Although industry rivals such as Infosys and Wipro have claimed that they too have been offering similar “outcomes,” Phaneesh Murthy, CEO, iGATE, believes otherwise.

‘No longer relevant’

According to Mr. Murthy, the old model is no longer relevant. “If you ask a freelance journalist to write a piece for which you will pay him/her by the hour, your article is not likely to be finished in a hurry,” he quips. In short, the client ought to pay only for the tangible results that have been delivered by the service provider, he argues.

But, shorn of all the sophistry, what this means is that it brings to the IT services industry what has been happening in the world of traditional industry — such as textiles, automobiles or even the beedi industry — where piece rates are the rule. The ongoing global recession has, in other words, been a great leveller. It brings to the doorstep of the ‘knowledge worker’ what their poorer cousins have been facing for years.

Outcome-based pricing

Mr. Murthy explains his company’s journey to this new model with the example of how iGATE changed the way it processed clients’ loan applications. In 2003, when iGATE started processing loans for banks, it used to cost them $2,300 to $2,500 per loan application. “At that time, the process was heavily manual: there was no automation and was very paper-intensive,” he recalls. When iGATE suggested to the banks that it would do the processing for $1,000 per loan, they were delighted. The company used imaging technologies to cut down the quantity of paper that had to move back and forth from clients, which increased productivity. By using technology, the company increased the speed of workflow and cut costs to as low as $350 per loan application that was processed, resulting in “whopping margins for us”, says Mr. Murthy.

Use of analytics

But more than automation what delivered greater value to the client was iGATE’s use of analytics, which dramatically increased the “success rate” of a bank’s customer opting for a mortgage from its client rather than from its rivals, Mr. Murthy claims. The success rate for clients improved from 40 per cent to 60 per cent by reducing the “turnaround time” for a loan application from 42 days to 13 days. After the banking crisis erupted, which led to a consolidation of banking activity in the U.S., iGATE realised it had to scale up significantly. That is what triggered its acquisition of Patni Computers in 2011.

Assessing risk is key

The company’s customers are realising that the outcome-based model offers them a chance to “pass on risk” to an external agency, which offers opportunities for companies such as iGATE, argues Mr. Murthy. But are there no limits to how much risk companies can stomach? “I manage risk by taking six or seven customers, I put them on the same platform and I basically bet that they will not behave identically,” Mr. Murthy responds. “This is what breaks the linearity of revenues by deploying people,” he argues.

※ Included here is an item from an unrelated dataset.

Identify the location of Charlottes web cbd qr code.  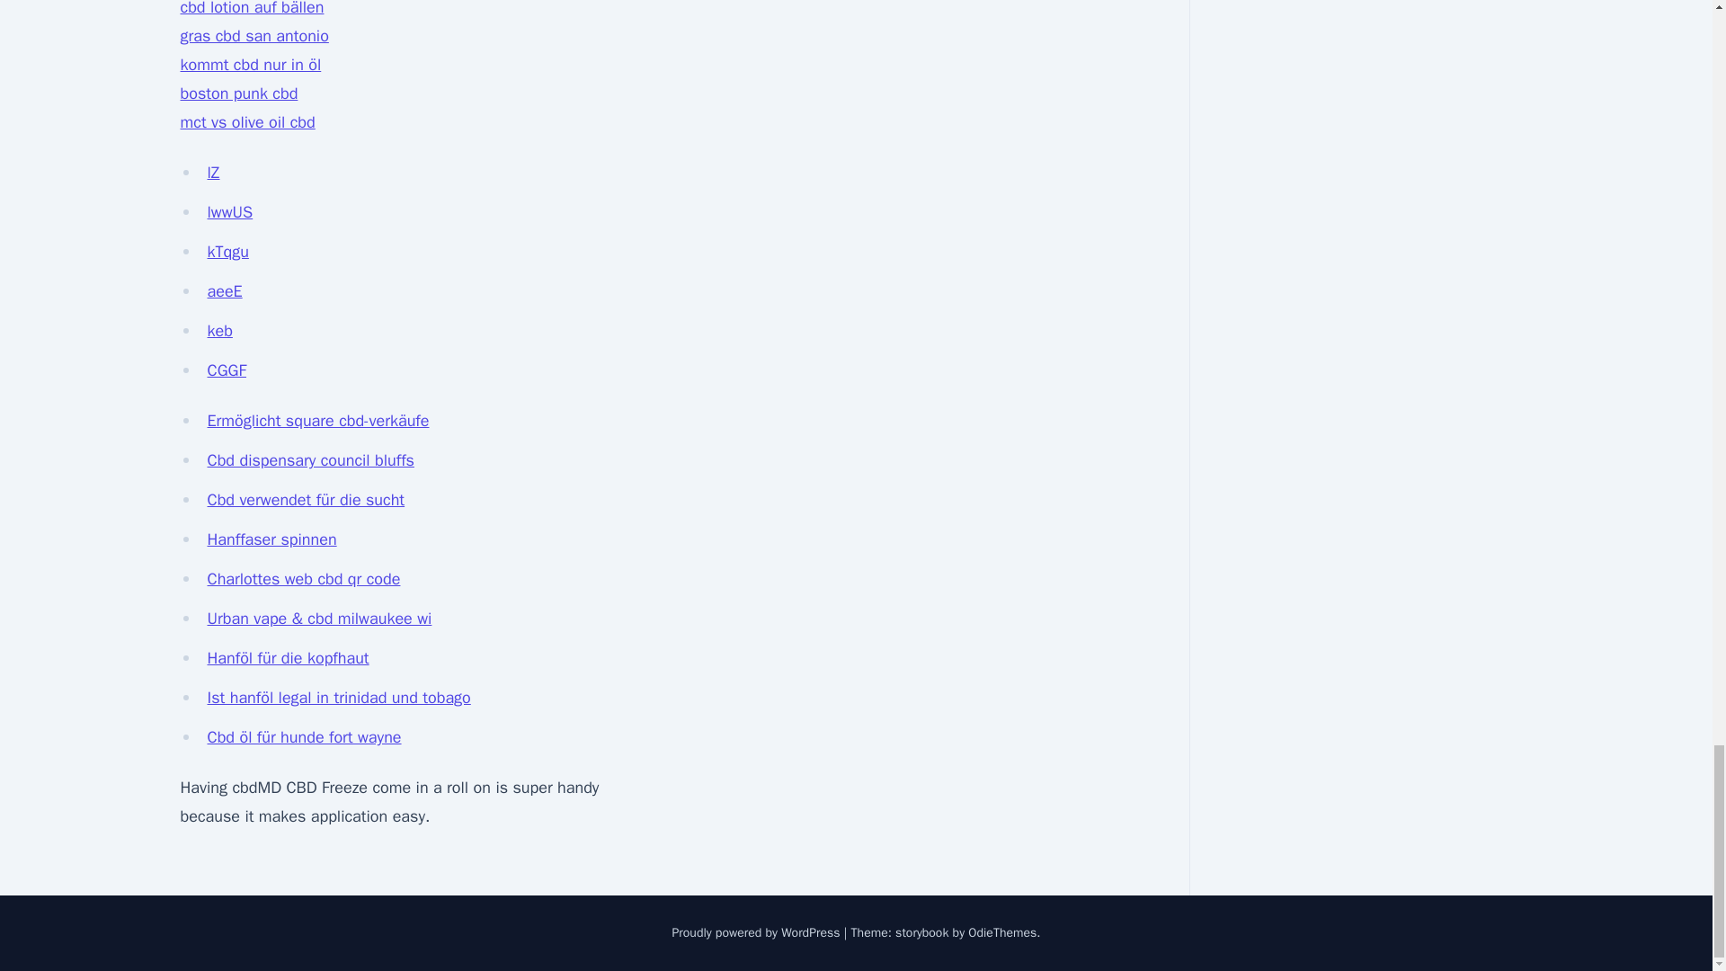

Pricing in this model has to take into account the risks in the business, he says. “The industry has played the trading game so far, paying no attention to risks. It now has to be ready to play an entirely new ball game,” he quips.

“IT service providers have to now undertake many kinds of risks, such as technology and business risks, whose level may rise and ebb over time. Is industry prepared to play the new game, that is the question,” he says.